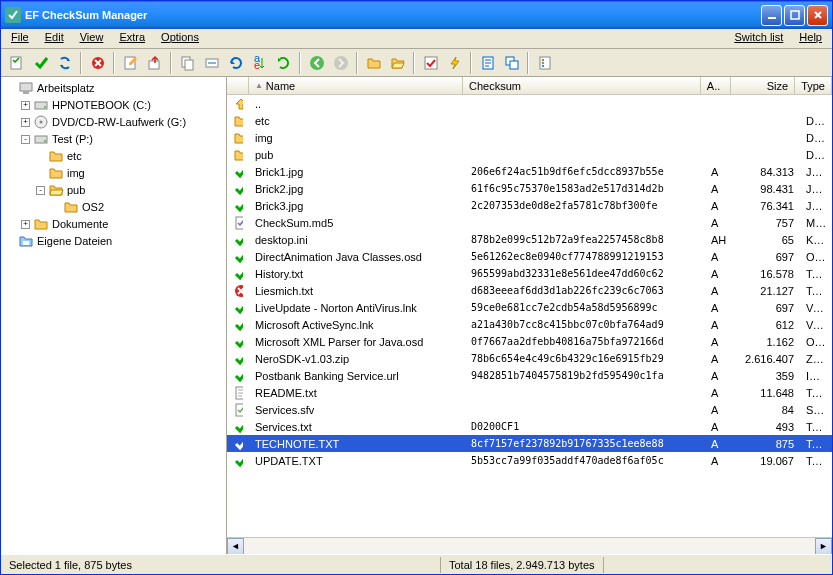  Describe the element at coordinates (356, 86) in the screenshot. I see `col-name-header: ▲Name` at that location.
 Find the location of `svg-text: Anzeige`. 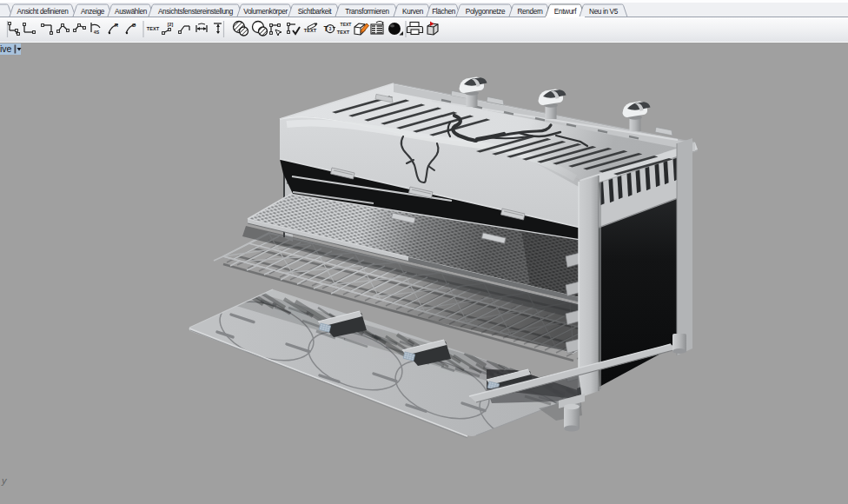

svg-text: Anzeige is located at coordinates (93, 12).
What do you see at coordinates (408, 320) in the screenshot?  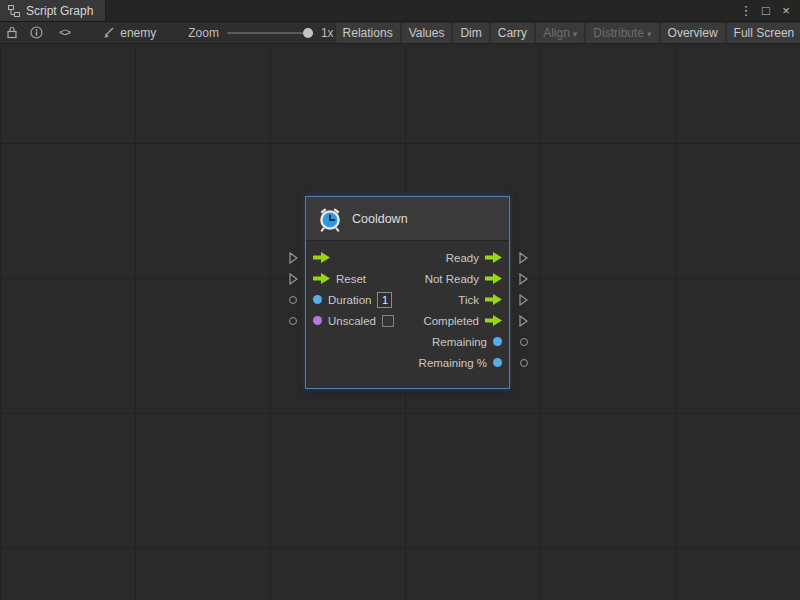 I see `node-port-row: UnscaledCompleted` at bounding box center [408, 320].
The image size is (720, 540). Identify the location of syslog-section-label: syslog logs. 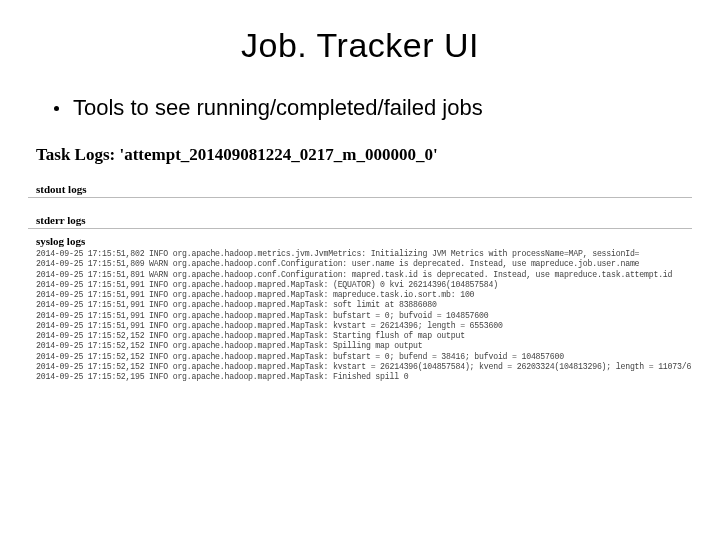
(360, 241).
- - - -
-- DIRECTIONS --
Extract only the lines from the line containing "The image size" through the final line of the records; keep both ends and drop every picture.

-- SOLVED PROBLEM --
The image size is (720, 540). Identify the location of syslog-section-label: syslog logs. 
(360, 241).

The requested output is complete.